Comparison Recordings:
Karl Haas, London Baroque Ensemble.
Westminster LP XWN 2211
Nikolaus Harnoncourt, Concentus Musicus
Wien. Decca Laserdisc 071 204-1
Harry Newstone, Hamburger Kammerorkester.
Saga LP XID 5031/2
Thurston Dart, Philomusica of London.
L’Oiseau-Lyre LP SOL 60005/6
Mandeal, Enescu PO (3 and 5 only) DVD
Audio AIX 1338 AX
Carl Pini, Academy of St. James, Omega
CD SKU 38753
The Brandenburg
Concerti have been recorded many,
many times, and been recorded well most
of those times. This is one of the better
recordings, distinguished by tasteful
and not excessive improvised ornaments
and embellishments (give me three beers
and I can go on all night about the
distinction between embellishments and
ornaments). I specifically included
the Westminster recording because it
was an excellent recording, performance
and sound, the first one to make a serious
attempt at original instruments, and
featured Anthony Pini playing cello,
perhaps a relative of Carl. And the
Saga stereo recording is on many lists
as the single best version ever recorded
— why isn’t it on CD?
Even if you don’t want
to watch, the Harnoncourt video is an
excellent performance of the standard
versions, better than his CD set of
"alternative versions." And
if you do want to watch, well, you have
that choice.
These concerti are
chamber music; fortunately we are long
past the time when the full string sections
of famous orchestras would try to play
them. Modern recordings where an orchestra
is given credit, the fine print generally
reads "members of" only. DVD-Audio
surround sound would be a great advantage
in particularly the Third and
Sixth Concerti because they feature
complex textures with several instruments
playing congruent counterpoint lines
in the same register. For a live chamber
music setting, this is no problem because
spatial separation makes the lines distinct.
If you want to sit
at the actual centre of the ensemble,
you will want to obtain the AIX version
which quite literally puts you there;
you can hear each individual part as
clearly as if you were following the
score, and it’s an excellent performance
to boot. But—so far—they’ve only done
#’s 3 and 5 (are you listening Marc
Waldrep?)
But in an audience-versus-proscenium
perspective, such as we have here, the
sound merges into a texture and the
lines are not separately audible. The
attempt at fake quadraphony gives the
sound a spurious brilliance and an odd
echo-y hollowness which makes the individual
lines even less audible. If you can
find the original two CD set on Omega,
it will probably have more realistic,
more transparent sound, although the
frequency response might be less—the
harpsichord might not be so easily heard
throughout, as it is here.
The two most difficult
solo parts are the trumpet in #2 and
the harpsichord in #5, and rest assured
that these soloists are the equal of
anyone you’ve ever heard. The harpsichordist
does not stumble at the place in the
cadenza where most of them do because
he slows down a little that point and
it sounds very natural.
The cadenza problem
from #3 has here been solved with a
very slightly extended harpsichord arpeggio,
in line with the most recent scholarship.
Thurston Dart’s solution of interpolating
the slow movement from BWV 1021 did
not catch on with other groups. The
Hamburger solution of playing the Sarabande
from the English Suite #5, or an extended
harpsichord improvisation such as that
played by Gustav Leonhardt, are also
not heard any more, perhaps regrettably.
Another drawback to
this recording is the engineer’s allowing
no more than a fraction of a second
between concerti; you may want to hit
pause right at the final chord to avoid
a sense of collision. It is nice to
have the entire set on one side, something
DVD-Audio has always been able to do,
but hasn’t done until now. No jumping
up to put on the second disk. Buy it
for the performance, but don’t expect
to be bowled over by the sound quality,
especially in comparison to the astonishing
beauty of the AIX DVD-Audio recording.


## Task
The records sit below. Return every line in them that holds the word "ellipsis".
** Opening Supplied information block **
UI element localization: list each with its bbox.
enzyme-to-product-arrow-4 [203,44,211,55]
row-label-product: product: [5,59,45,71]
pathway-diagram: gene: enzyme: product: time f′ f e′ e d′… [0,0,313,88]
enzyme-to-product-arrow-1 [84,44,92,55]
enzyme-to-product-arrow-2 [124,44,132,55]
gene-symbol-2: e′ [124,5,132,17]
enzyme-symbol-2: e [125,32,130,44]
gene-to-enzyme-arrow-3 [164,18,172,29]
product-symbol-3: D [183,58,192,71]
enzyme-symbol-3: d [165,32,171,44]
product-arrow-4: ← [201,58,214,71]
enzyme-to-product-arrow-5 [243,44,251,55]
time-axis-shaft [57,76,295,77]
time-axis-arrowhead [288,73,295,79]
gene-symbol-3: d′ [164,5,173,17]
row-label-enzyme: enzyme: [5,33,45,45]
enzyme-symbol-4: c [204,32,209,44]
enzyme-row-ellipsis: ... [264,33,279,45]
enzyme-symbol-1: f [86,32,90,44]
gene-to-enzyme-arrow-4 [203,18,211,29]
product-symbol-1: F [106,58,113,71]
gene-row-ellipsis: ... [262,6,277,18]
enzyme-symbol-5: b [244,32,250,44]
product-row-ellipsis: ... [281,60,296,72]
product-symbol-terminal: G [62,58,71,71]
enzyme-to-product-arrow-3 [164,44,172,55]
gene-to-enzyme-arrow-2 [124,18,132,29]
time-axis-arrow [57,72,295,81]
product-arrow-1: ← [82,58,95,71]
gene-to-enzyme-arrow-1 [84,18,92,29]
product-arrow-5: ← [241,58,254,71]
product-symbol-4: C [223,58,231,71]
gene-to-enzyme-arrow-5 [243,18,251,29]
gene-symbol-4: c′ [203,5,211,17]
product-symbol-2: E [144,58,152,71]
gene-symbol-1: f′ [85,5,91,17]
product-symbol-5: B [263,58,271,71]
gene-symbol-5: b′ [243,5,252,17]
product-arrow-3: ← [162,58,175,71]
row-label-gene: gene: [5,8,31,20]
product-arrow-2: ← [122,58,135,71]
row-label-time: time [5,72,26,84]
** Closing Supplied information block **
## Problem solution
enzyme-row-ellipsis: ... [264,33,279,45]
gene-row-ellipsis: ... [262,6,277,18]
product-row-ellipsis: ... [281,60,296,72]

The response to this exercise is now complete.